I am developing an HAProxy extension in Rust using the Lua API endpoints. The code presents an interstitial page unless the user has a cookie to pass it. This library is deployed in Docker alongside Redis for session management.
This works very well, except sometimes (after several hours of production use and never during testing even with simulated traffic), it starts presenting white pages and eventually 504 errors when the timeout is reached.
I would presume that this is the fault of the backend server, but it can be fixed by restarting the HAProxy Docker, implying that it is HAProxy’s fault. However, I never had this problem with HAProxy before (but I did not use Docker). Once the 504 error starts appearing, it does not go away until I restart Docker. I don’t think it’s the fault of the scripts because the interstitial page always works, even when the errors are being thrown.
I’m really at a loss at what it is. It’s hard to reproduce, only happens in production where there’s a time pressure to just restart it, and I’m not finding any valuable debugging information.
Yes, haproxy will absolutely respond with 504. This happens when the server timeout strikes.
I suggest you analyze haproxy logs and prepare a tcpdump to capture the backend traffic.
AFAIK it is possible to make haproxy misbehave when using unsupported LUA API calls, but I’m not familiar enough with that part to give you something specific to look for.
I don’t think that I am using any strange API calls.
There’s two bugs that I’m experiencing:
Timeouts leading to 504 pages that persist until the proxy is restarted.
Returning blank pages from the backend which only contain headers.
In regards to the second, I am pretty sure this is not the webserver for two reasons. First, it’s happening to static javascript files. Second, the backend headers are being sent, only the content is truncated. This causes haproxy to cache a blank file, and distribute a blank file with caching headers, which causes the clients to cache a blank javascript file. This destroys usability and causes a myriad of issues.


- _What you have to do_: Take every line containing "will" out of the records.

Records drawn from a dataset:

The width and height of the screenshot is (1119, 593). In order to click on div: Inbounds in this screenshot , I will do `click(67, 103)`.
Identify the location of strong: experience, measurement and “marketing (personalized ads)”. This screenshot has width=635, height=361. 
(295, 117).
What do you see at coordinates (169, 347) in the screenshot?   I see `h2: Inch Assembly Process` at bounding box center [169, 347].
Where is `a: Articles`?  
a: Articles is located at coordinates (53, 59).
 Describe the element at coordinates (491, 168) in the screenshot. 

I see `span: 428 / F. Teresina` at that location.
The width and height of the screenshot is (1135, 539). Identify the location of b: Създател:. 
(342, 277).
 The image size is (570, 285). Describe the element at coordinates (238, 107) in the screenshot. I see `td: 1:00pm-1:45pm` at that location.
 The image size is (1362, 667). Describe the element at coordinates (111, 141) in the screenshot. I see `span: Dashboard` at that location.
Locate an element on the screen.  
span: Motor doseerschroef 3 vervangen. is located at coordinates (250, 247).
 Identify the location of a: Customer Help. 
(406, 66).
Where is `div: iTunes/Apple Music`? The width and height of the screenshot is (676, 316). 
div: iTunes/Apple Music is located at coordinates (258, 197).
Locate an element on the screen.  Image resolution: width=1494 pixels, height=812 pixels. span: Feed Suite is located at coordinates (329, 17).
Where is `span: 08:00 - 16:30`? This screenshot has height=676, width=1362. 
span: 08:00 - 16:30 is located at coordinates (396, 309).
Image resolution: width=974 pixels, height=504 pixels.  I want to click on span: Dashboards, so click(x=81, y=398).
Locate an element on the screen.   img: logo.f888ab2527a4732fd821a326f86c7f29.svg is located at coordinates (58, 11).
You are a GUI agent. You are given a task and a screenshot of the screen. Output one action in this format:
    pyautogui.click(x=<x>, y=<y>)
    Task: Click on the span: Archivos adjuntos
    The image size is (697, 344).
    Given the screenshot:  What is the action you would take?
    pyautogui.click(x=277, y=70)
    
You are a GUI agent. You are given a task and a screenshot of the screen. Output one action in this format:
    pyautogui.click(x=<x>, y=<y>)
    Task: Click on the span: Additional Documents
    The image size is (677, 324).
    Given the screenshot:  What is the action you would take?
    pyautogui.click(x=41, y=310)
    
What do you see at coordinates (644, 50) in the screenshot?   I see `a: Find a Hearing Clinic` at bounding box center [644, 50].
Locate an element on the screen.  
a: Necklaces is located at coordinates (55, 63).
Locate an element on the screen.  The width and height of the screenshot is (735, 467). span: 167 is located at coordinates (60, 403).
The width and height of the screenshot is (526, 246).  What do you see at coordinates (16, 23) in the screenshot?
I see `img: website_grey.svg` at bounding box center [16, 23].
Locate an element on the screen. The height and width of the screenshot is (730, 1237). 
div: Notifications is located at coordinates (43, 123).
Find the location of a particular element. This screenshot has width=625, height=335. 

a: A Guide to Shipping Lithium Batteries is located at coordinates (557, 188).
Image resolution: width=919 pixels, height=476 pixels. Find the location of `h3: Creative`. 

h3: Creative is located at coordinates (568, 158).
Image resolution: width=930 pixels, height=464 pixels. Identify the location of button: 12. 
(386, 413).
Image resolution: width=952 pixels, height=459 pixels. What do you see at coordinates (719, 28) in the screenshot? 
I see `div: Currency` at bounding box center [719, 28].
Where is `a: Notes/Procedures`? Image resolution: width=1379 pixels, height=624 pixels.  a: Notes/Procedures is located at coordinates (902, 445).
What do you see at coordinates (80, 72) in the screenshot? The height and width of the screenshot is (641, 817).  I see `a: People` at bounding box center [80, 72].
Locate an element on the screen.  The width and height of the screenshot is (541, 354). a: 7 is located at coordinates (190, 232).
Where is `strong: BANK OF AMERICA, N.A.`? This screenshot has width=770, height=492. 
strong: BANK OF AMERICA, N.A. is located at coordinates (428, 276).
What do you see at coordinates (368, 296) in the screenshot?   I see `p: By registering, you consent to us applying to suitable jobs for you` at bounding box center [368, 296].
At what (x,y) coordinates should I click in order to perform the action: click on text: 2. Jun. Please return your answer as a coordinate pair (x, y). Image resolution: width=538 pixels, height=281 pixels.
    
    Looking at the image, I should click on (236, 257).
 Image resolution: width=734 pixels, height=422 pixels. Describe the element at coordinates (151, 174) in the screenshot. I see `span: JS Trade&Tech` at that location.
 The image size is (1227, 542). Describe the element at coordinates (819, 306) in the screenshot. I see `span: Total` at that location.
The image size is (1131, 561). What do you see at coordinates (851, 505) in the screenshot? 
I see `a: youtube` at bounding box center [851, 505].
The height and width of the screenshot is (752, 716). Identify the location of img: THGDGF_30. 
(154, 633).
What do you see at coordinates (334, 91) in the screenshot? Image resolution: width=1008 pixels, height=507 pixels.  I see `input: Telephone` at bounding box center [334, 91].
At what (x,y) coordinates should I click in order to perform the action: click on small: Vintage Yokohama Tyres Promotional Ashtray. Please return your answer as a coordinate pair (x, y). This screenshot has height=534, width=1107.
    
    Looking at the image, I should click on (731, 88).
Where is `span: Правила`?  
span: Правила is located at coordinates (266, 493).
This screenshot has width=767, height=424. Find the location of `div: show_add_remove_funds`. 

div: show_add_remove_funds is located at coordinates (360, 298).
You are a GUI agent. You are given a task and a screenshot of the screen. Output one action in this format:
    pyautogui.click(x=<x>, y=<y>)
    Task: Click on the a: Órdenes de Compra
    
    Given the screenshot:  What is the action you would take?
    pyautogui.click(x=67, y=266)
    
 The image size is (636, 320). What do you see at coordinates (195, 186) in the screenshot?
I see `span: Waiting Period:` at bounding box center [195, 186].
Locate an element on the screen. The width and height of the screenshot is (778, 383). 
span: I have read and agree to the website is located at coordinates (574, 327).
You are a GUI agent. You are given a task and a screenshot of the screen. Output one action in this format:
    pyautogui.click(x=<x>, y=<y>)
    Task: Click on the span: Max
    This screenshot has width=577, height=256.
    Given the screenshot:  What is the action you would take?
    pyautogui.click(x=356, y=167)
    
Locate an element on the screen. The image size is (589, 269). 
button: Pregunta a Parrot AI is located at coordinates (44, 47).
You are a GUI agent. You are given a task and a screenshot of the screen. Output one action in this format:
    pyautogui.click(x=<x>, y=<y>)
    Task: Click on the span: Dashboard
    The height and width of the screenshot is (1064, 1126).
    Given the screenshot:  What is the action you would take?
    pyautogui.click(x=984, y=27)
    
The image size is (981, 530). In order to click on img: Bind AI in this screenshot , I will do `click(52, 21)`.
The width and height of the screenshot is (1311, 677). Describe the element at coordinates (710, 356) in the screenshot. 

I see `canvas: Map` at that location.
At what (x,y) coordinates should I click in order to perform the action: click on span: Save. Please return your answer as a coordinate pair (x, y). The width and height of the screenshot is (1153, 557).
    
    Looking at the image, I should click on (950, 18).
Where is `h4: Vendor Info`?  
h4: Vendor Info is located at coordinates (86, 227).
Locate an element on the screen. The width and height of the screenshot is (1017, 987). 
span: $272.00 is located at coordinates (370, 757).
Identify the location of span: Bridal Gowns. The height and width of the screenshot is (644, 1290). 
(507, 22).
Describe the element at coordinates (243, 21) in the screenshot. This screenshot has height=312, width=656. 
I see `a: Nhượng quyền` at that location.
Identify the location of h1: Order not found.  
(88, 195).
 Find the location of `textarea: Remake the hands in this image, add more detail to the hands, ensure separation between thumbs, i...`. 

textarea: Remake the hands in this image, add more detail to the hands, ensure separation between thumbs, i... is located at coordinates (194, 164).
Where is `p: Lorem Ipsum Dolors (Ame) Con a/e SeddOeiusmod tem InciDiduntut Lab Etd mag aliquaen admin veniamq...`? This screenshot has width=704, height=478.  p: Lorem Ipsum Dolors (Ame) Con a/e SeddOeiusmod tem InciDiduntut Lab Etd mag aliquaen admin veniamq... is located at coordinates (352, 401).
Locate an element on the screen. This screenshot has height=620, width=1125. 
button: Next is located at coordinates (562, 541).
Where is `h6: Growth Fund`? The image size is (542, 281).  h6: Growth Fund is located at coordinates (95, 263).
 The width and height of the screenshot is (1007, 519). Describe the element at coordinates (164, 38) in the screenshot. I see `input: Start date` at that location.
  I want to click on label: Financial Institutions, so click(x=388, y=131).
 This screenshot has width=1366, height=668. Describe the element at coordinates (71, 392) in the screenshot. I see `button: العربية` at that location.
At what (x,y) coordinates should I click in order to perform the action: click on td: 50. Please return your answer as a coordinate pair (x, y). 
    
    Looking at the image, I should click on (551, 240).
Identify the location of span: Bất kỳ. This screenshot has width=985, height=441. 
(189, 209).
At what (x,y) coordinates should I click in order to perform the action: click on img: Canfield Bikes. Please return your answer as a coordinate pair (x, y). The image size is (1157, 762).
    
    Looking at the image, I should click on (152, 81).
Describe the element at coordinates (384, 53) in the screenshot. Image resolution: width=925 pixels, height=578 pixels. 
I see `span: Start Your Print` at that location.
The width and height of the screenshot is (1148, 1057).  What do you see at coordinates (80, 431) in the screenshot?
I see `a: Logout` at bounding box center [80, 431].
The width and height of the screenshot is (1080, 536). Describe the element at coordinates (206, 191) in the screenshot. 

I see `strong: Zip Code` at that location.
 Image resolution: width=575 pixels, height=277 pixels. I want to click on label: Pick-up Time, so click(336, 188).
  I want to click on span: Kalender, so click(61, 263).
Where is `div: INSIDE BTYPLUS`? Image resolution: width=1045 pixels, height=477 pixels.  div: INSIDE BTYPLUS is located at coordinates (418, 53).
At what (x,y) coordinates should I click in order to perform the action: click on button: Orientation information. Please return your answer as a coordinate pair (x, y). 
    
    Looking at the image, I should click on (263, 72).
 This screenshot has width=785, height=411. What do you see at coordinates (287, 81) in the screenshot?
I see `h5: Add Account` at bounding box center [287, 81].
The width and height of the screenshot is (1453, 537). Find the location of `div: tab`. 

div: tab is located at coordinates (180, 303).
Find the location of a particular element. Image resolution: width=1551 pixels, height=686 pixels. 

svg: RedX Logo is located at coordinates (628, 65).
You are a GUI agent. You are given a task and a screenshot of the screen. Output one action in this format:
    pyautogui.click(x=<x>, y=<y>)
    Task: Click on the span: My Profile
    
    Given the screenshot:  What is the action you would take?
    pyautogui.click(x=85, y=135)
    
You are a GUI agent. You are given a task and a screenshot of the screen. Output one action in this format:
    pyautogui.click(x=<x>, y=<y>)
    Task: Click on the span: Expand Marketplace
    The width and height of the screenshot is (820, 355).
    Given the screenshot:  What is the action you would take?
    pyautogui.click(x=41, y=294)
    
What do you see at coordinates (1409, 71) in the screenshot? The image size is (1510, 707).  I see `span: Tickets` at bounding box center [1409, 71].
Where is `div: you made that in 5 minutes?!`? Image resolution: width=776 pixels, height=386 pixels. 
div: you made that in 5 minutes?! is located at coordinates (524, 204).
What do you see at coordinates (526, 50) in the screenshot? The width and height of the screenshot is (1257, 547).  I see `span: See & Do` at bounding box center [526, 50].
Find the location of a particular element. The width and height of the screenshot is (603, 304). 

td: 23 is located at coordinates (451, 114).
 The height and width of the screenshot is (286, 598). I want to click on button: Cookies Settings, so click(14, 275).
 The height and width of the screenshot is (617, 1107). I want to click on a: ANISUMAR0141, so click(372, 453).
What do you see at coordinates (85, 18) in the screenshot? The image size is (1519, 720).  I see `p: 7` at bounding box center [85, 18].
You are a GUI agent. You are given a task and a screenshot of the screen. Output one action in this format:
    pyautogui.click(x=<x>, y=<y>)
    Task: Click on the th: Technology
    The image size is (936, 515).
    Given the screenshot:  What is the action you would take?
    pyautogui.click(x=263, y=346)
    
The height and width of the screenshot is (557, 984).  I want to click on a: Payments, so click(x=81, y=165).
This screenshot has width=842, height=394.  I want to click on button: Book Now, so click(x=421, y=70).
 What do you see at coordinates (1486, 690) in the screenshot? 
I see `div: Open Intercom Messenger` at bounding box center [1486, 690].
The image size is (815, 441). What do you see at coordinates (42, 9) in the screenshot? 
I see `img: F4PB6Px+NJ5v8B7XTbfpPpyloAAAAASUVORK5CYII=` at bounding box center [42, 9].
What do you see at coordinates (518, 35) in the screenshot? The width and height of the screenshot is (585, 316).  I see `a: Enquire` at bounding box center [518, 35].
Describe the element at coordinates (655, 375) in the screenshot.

- _Solution to the exercise_:
The width and height of the screenshot is (1119, 593). In order to click on div: Inbounds in this screenshot , I will do `click(67, 103)`.
The image size is (981, 530). In order to click on img: Bind AI in this screenshot , I will do `click(52, 21)`.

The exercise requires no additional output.